Neural Information Processing Systems

However, the landscape of6 synthetic data research has been fragmented due to the large number of data7 modalities(e.g.,tabulardata,timeseriesdata,images,etc.) andvarioususecases8 (e.g., privacy, fairness, data augmentation, etc.). Beyond benchmarking, it also offers a single access point to a diverse range of15 cutting-edge data generators.


Perceptual Score: What Data Modalities Does Your Model Perceive?

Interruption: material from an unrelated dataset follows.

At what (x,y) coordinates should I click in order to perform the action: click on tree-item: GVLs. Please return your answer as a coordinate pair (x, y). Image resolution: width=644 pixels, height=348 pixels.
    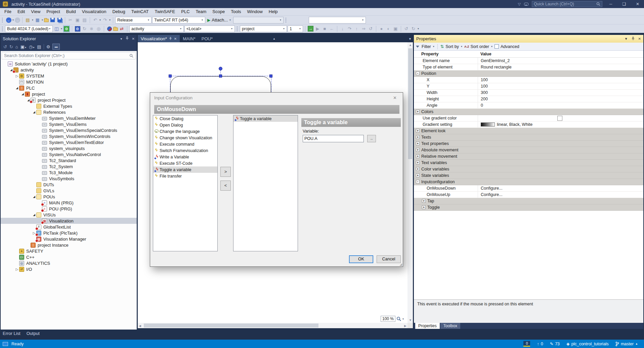
    Looking at the image, I should click on (69, 191).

Neural Information Processing Systems

Machine learning advances in the last decade have relied significantly on large-scale datasets that continue to grow in size. Increasingly, those datasets also contain different data modalities. However, large multi-modal datasets are hard to annotate, and annotations may contain biases that we are often unaware of. Deep-net-based classifiers, in turn, are prone to exploit those biases and to find shortcuts. To study and quantify this concern, we introduce the perceptual score, a metric that assesses the degree to which a model relies on the different subsets of the input features, i.e., modalities. Using the perceptual score, we find a surprisingly consistent trend across four popular datasets: recent, more accurate state-of-the-art multi-modal models for visual question-answering or visual dialog tend to perceive the visual data less than their predecessors. This is concerning as answers are hence increasingly inferred from textual cues only. Using the perceptual score also helps to analyze model biases by decomposing the score into data subset contributions. We hope to spur a discussion on the perceptiveness of multi-modal models and also hope to encourage the community working on multi-modal classifiers to start quantifying perceptiveness via the proposed perceptual score.